It’s 31 degrees centigrade. I am riding a mountain bike up the Kettle Valley Trail. But for a washout I would have missed seeing a family of geese tucked against the opposite shore of the river. There are fluffy chicks hanging closely to their mom.


It’s 31 degrees centigrade. I am riding a mountain bike up the Kettle Valley Trail. But for a washout I would have missed seeing a family of geese tucked against the opposite shore of the river. There are fluffy chicks hanging closely to their mom.


After a wheat truck bounces past the ranch house and the dust that it raised settles, I can hear bird song coming from the shelter belt. Meadow larks and red winged blackbirds, perched on the bare tips of blend in their songs. My grandfather planted the row of Russian olive trees to give the house some protect from storm winds. Today it shelters meadow larks, pheasants, and the occasional deer.

I ride toward the site of the one room schoolhouse that my mother and uncles learned to read and write. The building is gone now.

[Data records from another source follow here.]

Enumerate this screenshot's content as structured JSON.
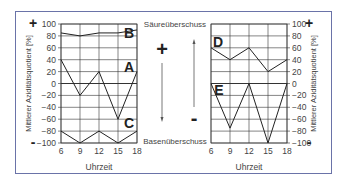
{
  "chart_data": [
    {
      "type": "line",
      "title": "",
      "xlabel": "Uhrzeit",
      "ylabel": "Mittlerer Aziditätsquotient [%]",
      "x": [
        6,
        9,
        12,
        15,
        18
      ],
      "xticks": [
        "6",
        "9",
        "12",
        "15",
        "18"
      ],
      "yticks": [
        "100",
        "80",
        "60",
        "40",
        "20",
        "0",
        "-20",
        "-40",
        "-60",
        "-80",
        "-100"
      ],
      "ylim": [
        -100,
        100
      ],
      "xlim": [
        6,
        18
      ],
      "grid": true,
      "ylabel_position": "left",
      "top_sign": "+",
      "bottom_sign": "-",
      "series": [
        {
          "name": "B",
          "values": [
            85,
            80,
            85,
            85,
            90
          ]
        },
        {
          "name": "A",
          "values": [
            40,
            -20,
            20,
            -60,
            20
          ]
        },
        {
          "name": "C",
          "values": [
            -80,
            -100,
            -80,
            -100,
            -80
          ]
        }
      ]
    },
    {
      "type": "line",
      "title": "",
      "xlabel": "Uhrzeit",
      "ylabel": "Mittlerer Aziditätsquotient [%]",
      "x": [
        6,
        9,
        12,
        15,
        18
      ],
      "xticks": [
        "6",
        "9",
        "12",
        "15",
        "18"
      ],
      "yticks": [
        "100",
        "80",
        "60",
        "40",
        "20",
        "0",
        "-20",
        "-40",
        "-60",
        "-80",
        "-100"
      ],
      "ylim": [
        -100,
        100
      ],
      "xlim": [
        6,
        18
      ],
      "grid": true,
      "ylabel_position": "right",
      "top_sign": "+",
      "bottom_sign": "-",
      "series": [
        {
          "name": "D",
          "values": [
            60,
            40,
            60,
            20,
            40
          ]
        },
        {
          "name": "E",
          "values": [
            0,
            -75,
            0,
            -100,
            0
          ]
        }
      ]
    }
  ],
  "middle": {
    "top_label": "Säureüberschuss",
    "bottom_label": "Basenüberschuss",
    "plus_sign": "+",
    "minus_sign": "-"
  }
}
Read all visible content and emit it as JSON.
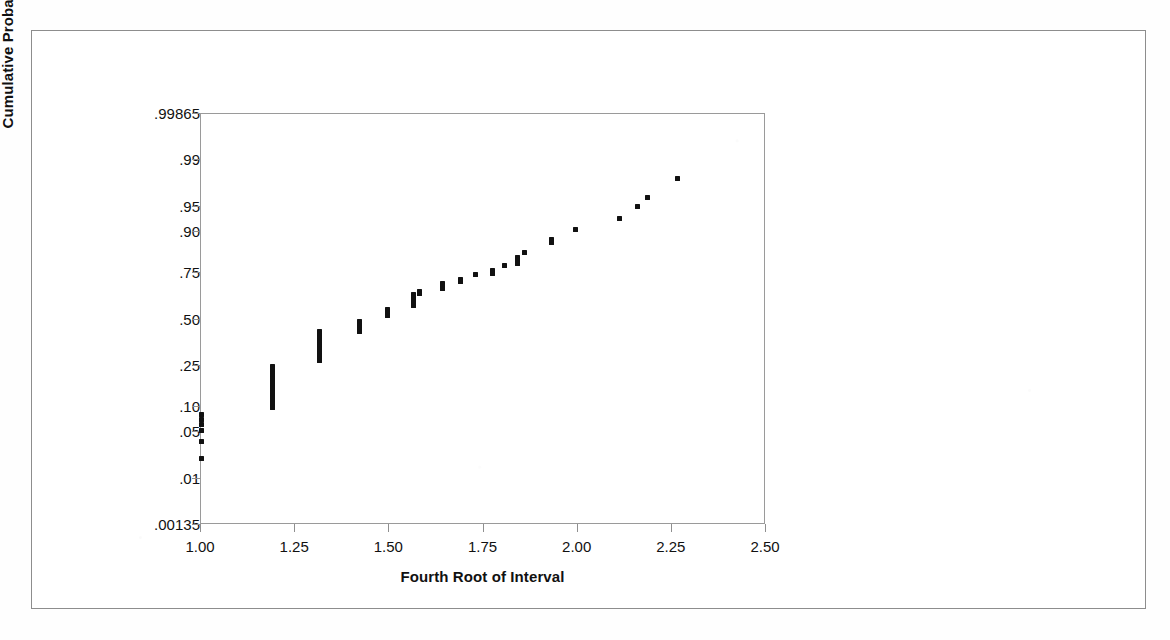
{
  "figure": {
    "background_color": "#ffffff",
    "marker_color": "#111111",
    "axis_color": "#8f8f8f",
    "border_color": "#8d8d8d"
  },
  "chart_data": {
    "type": "scatter",
    "title": "",
    "subtitle": "",
    "xlabel": "Fourth Root of Interval",
    "ylabel": "Cumulative Probability",
    "grid": false,
    "legend": "none",
    "xlim": [
      1.0,
      2.5
    ],
    "xticks": [
      1.0,
      1.25,
      1.5,
      1.75,
      2.0,
      2.25,
      2.5
    ],
    "xticklabels": [
      "1.00",
      "1.25",
      "1.50",
      "1.75",
      "2.00",
      "2.25",
      "2.50"
    ],
    "yscale": "normal-probability",
    "ylim": [
      0.00135,
      0.99865
    ],
    "yticks": [
      0.99865,
      0.99,
      0.95,
      0.9,
      0.75,
      0.5,
      0.25,
      0.1,
      0.05,
      0.01,
      0.00135
    ],
    "yticklabels": [
      ".99865",
      ".99",
      ".95",
      ".90",
      ".75",
      ".50",
      ".25",
      ".10",
      ".05",
      ".01",
      ".00135"
    ],
    "points": [
      {
        "x": 1.0,
        "y": 0.082
      },
      {
        "x": 1.0,
        "y": 0.072
      },
      {
        "x": 1.0,
        "y": 0.062
      },
      {
        "x": 1.0,
        "y": 0.052
      },
      {
        "x": 1.0,
        "y": 0.038
      },
      {
        "x": 1.0,
        "y": 0.021
      },
      {
        "x": 1.19,
        "y": 0.245
      },
      {
        "x": 1.19,
        "y": 0.235
      },
      {
        "x": 1.19,
        "y": 0.225
      },
      {
        "x": 1.19,
        "y": 0.215
      },
      {
        "x": 1.19,
        "y": 0.205
      },
      {
        "x": 1.19,
        "y": 0.195
      },
      {
        "x": 1.19,
        "y": 0.186
      },
      {
        "x": 1.19,
        "y": 0.177
      },
      {
        "x": 1.19,
        "y": 0.168
      },
      {
        "x": 1.19,
        "y": 0.159
      },
      {
        "x": 1.19,
        "y": 0.15
      },
      {
        "x": 1.19,
        "y": 0.142
      },
      {
        "x": 1.19,
        "y": 0.134
      },
      {
        "x": 1.19,
        "y": 0.126
      },
      {
        "x": 1.19,
        "y": 0.118
      },
      {
        "x": 1.19,
        "y": 0.11
      },
      {
        "x": 1.19,
        "y": 0.1
      },
      {
        "x": 1.315,
        "y": 0.43
      },
      {
        "x": 1.315,
        "y": 0.418
      },
      {
        "x": 1.315,
        "y": 0.406
      },
      {
        "x": 1.315,
        "y": 0.394
      },
      {
        "x": 1.315,
        "y": 0.382
      },
      {
        "x": 1.315,
        "y": 0.37
      },
      {
        "x": 1.315,
        "y": 0.358
      },
      {
        "x": 1.315,
        "y": 0.346
      },
      {
        "x": 1.315,
        "y": 0.334
      },
      {
        "x": 1.315,
        "y": 0.322
      },
      {
        "x": 1.315,
        "y": 0.31
      },
      {
        "x": 1.315,
        "y": 0.298
      },
      {
        "x": 1.315,
        "y": 0.286
      },
      {
        "x": 1.315,
        "y": 0.274
      },
      {
        "x": 1.42,
        "y": 0.49
      },
      {
        "x": 1.42,
        "y": 0.478
      },
      {
        "x": 1.42,
        "y": 0.466
      },
      {
        "x": 1.42,
        "y": 0.454
      },
      {
        "x": 1.42,
        "y": 0.442
      },
      {
        "x": 1.42,
        "y": 0.43
      },
      {
        "x": 1.495,
        "y": 0.56
      },
      {
        "x": 1.495,
        "y": 0.548
      },
      {
        "x": 1.495,
        "y": 0.536
      },
      {
        "x": 1.495,
        "y": 0.524
      },
      {
        "x": 1.565,
        "y": 0.64
      },
      {
        "x": 1.565,
        "y": 0.628
      },
      {
        "x": 1.565,
        "y": 0.616
      },
      {
        "x": 1.565,
        "y": 0.604
      },
      {
        "x": 1.565,
        "y": 0.592
      },
      {
        "x": 1.565,
        "y": 0.58
      },
      {
        "x": 1.58,
        "y": 0.66
      },
      {
        "x": 1.58,
        "y": 0.648
      },
      {
        "x": 1.64,
        "y": 0.7
      },
      {
        "x": 1.64,
        "y": 0.688
      },
      {
        "x": 1.64,
        "y": 0.676
      },
      {
        "x": 1.69,
        "y": 0.72
      },
      {
        "x": 1.69,
        "y": 0.708
      },
      {
        "x": 1.73,
        "y": 0.745
      },
      {
        "x": 1.775,
        "y": 0.762
      },
      {
        "x": 1.775,
        "y": 0.75
      },
      {
        "x": 1.805,
        "y": 0.785
      },
      {
        "x": 1.84,
        "y": 0.818
      },
      {
        "x": 1.84,
        "y": 0.806
      },
      {
        "x": 1.84,
        "y": 0.794
      },
      {
        "x": 1.86,
        "y": 0.836
      },
      {
        "x": 1.93,
        "y": 0.88
      },
      {
        "x": 1.93,
        "y": 0.868
      },
      {
        "x": 1.995,
        "y": 0.905
      },
      {
        "x": 2.11,
        "y": 0.93
      },
      {
        "x": 2.16,
        "y": 0.95
      },
      {
        "x": 2.185,
        "y": 0.963
      },
      {
        "x": 2.265,
        "y": 0.98
      }
    ]
  }
}
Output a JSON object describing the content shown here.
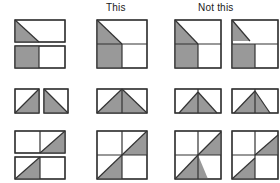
{
  "figure": {
    "kind": "instructional-diagram",
    "background_color": "#ffffff",
    "fill_color": "#999999",
    "stroke_color": "#333333",
    "columns": [
      {
        "id": "source",
        "label": ""
      },
      {
        "id": "good",
        "label": "This"
      },
      {
        "id": "bad",
        "label": "Not this"
      }
    ],
    "headers": {
      "this_label": "This",
      "not_this_label": "Not this"
    },
    "rows": [
      {
        "id": "row-1",
        "source": {
          "name": "stacked-rectangles-pair",
          "tiles": [
            {
              "name": "rect-diagonal-lower-left-shaded"
            },
            {
              "name": "rect-left-half-shaded"
            }
          ]
        },
        "good": {
          "name": "square-diagonal-continuous-correct"
        },
        "bad": [
          {
            "name": "square-diagonal-misaligned-1"
          },
          {
            "name": "square-diagonal-misaligned-2"
          }
        ]
      },
      {
        "id": "row-2",
        "source": {
          "name": "square-pair-mirrored-triangles",
          "tiles": [
            {
              "name": "square-triangle-lower-right-shaded"
            },
            {
              "name": "square-triangle-lower-left-shaded"
            }
          ]
        },
        "good": {
          "name": "rect-peak-triangle-correct"
        },
        "bad": [
          {
            "name": "rect-peak-triangle-misaligned-1"
          },
          {
            "name": "rect-peak-triangle-misaligned-2"
          }
        ]
      },
      {
        "id": "row-3",
        "source": {
          "name": "stacked-rectangles-quarter-diagonals",
          "tiles": [
            {
              "name": "rect-upper-right-diagonal-shaded"
            },
            {
              "name": "rect-lower-left-diagonal-shaded"
            }
          ]
        },
        "good": {
          "name": "square-full-diagonal-correct"
        },
        "bad": [
          {
            "name": "square-full-diagonal-misaligned-1"
          },
          {
            "name": "square-full-diagonal-misaligned-2"
          }
        ]
      }
    ]
  }
}
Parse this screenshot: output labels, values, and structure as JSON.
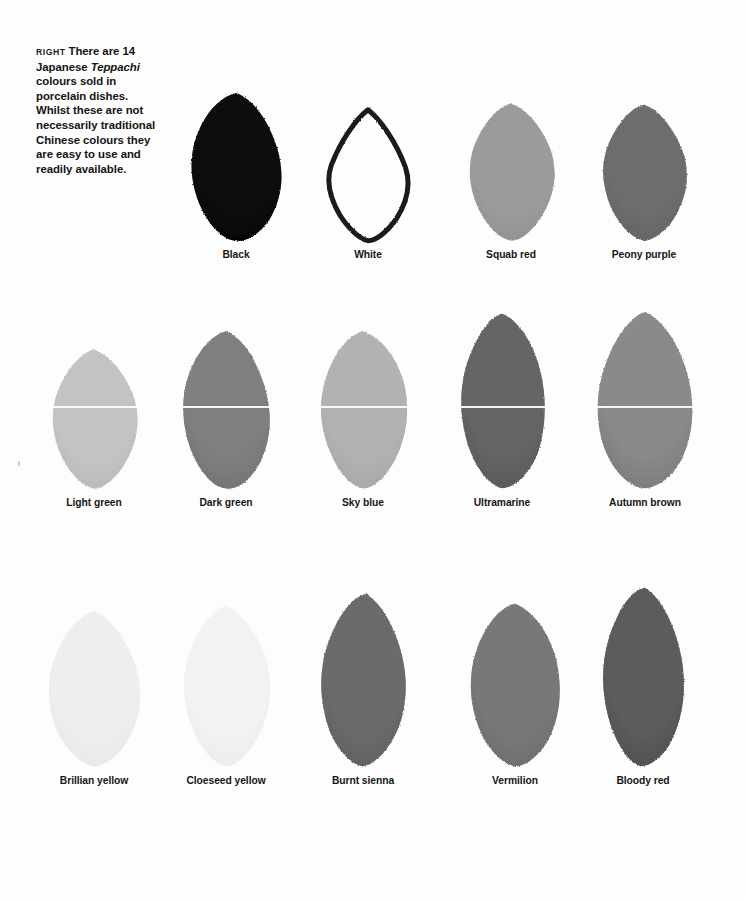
{
  "caption": {
    "kicker": "RIGHT",
    "line_1": "There are 14",
    "line_2_pre": "Japanese ",
    "line_2_italic": "Teppachi",
    "body": "colours sold in porcelain dishes. Whilst these are not necessarily traditional Chinese colours they are easy to use and readily available.",
    "full_text": "RIGHT There are 14 Japanese Teppachi colours sold in porcelain dishes. Whilst these are not necessarily traditional Chinese colours they are easy to use and readily available."
  },
  "plate": {
    "total_colours": 14,
    "rows": [
      {
        "index": 1,
        "swatches": [
          {
            "label": "Black",
            "fill": "#0e0d0c",
            "edge": "#000000",
            "style": "solid",
            "shape": "leaf-a",
            "w": 108,
            "h": 152
          },
          {
            "label": "White",
            "fill": "#ffffff",
            "edge": "#1b1a19",
            "style": "outline",
            "shape": "leaf-b",
            "w": 94,
            "h": 135
          },
          {
            "label": "Squab red",
            "fill": "#9b9b9b",
            "edge": "#8d8d8d",
            "style": "solid",
            "shape": "leaf-c",
            "w": 100,
            "h": 140
          },
          {
            "label": "Peony purple",
            "fill": "#6d6d6d",
            "edge": "#606060",
            "style": "solid",
            "shape": "leaf-d",
            "w": 100,
            "h": 140
          }
        ]
      },
      {
        "index": 2,
        "swatches": [
          {
            "label": "Light green",
            "fill": "#c3c3c2",
            "edge": "#b6b6b5",
            "style": "solid",
            "shape": "leaf-c",
            "w": 100,
            "h": 142
          },
          {
            "label": "Dark green",
            "fill": "#7f7f7e",
            "edge": "#6f6f6e",
            "style": "solid",
            "shape": "leaf-a",
            "w": 104,
            "h": 162
          },
          {
            "label": "Sky blue",
            "fill": "#b2b2b2",
            "edge": "#a3a3a3",
            "style": "solid",
            "shape": "leaf-e",
            "w": 100,
            "h": 160
          },
          {
            "label": "Ultramarine",
            "fill": "#656565",
            "edge": "#565656",
            "style": "solid",
            "shape": "leaf-f",
            "w": 98,
            "h": 178
          },
          {
            "label": "Autumn brown",
            "fill": "#8a8a89",
            "edge": "#767675",
            "style": "solid",
            "shape": "leaf-g",
            "w": 108,
            "h": 180
          }
        ]
      },
      {
        "index": 3,
        "swatches": [
          {
            "label": "Brillian yellow",
            "fill": "#eeeeed",
            "edge": "#e6e6e5",
            "style": "solid",
            "shape": "leaf-h",
            "w": 108,
            "h": 160
          },
          {
            "label": "Cloeseed yellow",
            "fill": "#f2f2f1",
            "edge": "#eaeae9",
            "style": "solid",
            "shape": "leaf-c",
            "w": 102,
            "h": 164
          },
          {
            "label": "Burnt sienna",
            "fill": "#6b6b6a",
            "edge": "#5c5c5b",
            "style": "solid",
            "shape": "leaf-i",
            "w": 102,
            "h": 176
          },
          {
            "label": "Vermilion",
            "fill": "#787877",
            "edge": "#696968",
            "style": "solid",
            "shape": "leaf-j",
            "w": 104,
            "h": 166
          },
          {
            "label": "Bloody red",
            "fill": "#5c5c5b",
            "edge": "#4c4c4b",
            "style": "solid",
            "shape": "leaf-k",
            "w": 98,
            "h": 182
          }
        ]
      }
    ]
  }
}
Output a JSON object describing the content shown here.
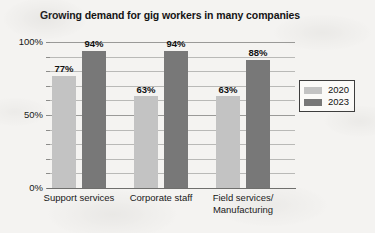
{
  "chart_data": {
    "type": "bar",
    "title": "Growing demand for gig workers in many companies",
    "xlabel": "",
    "ylabel": "",
    "categories": [
      "Support services",
      "Corporate staff",
      "Field services/ Manufacturing"
    ],
    "category_lines": [
      [
        "Support services"
      ],
      [
        "Corporate staff"
      ],
      [
        "Field services/",
        "Manufacturing"
      ]
    ],
    "series": [
      {
        "name": "2020",
        "color": "#c3c3c3",
        "values": [
          77,
          63,
          63
        ],
        "labels": [
          "77%",
          "63%",
          "63%"
        ]
      },
      {
        "name": "2023",
        "color": "#787878",
        "values": [
          94,
          94,
          88
        ],
        "labels": [
          "94%",
          "94%",
          "88%"
        ]
      }
    ],
    "ylim": [
      0,
      100
    ],
    "yticks": [
      0,
      10,
      20,
      30,
      40,
      50,
      60,
      70,
      80,
      90,
      100
    ],
    "ytick_labels_major": [
      "0%",
      "50%",
      "100%"
    ],
    "ytick_major_values": [
      0,
      50,
      100
    ],
    "grid": true,
    "legend_position": "right",
    "value_unit": "%"
  },
  "legend": {
    "entries": [
      {
        "label": "2020",
        "color": "#c3c3c3"
      },
      {
        "label": "2023",
        "color": "#787878"
      }
    ]
  }
}
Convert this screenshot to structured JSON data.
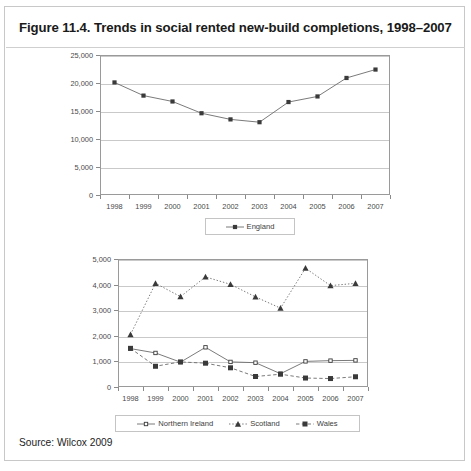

Some of the bench families have buried their dead in a small cemetery near the old school site. It offers a beautiful view of wheat fields and Square Butte beyond.

Even though the road toward Square Butte is just drying out from a recent storm, I take it. Two prong horn antelope trot across a wheat field and seem to pose with the butte as a backdrop. Later I surprise a mule deer reclining in some summer fallow. It will stand up, shake off sleep, spot my bicycle, and run full speed toward the nearest shelter belt.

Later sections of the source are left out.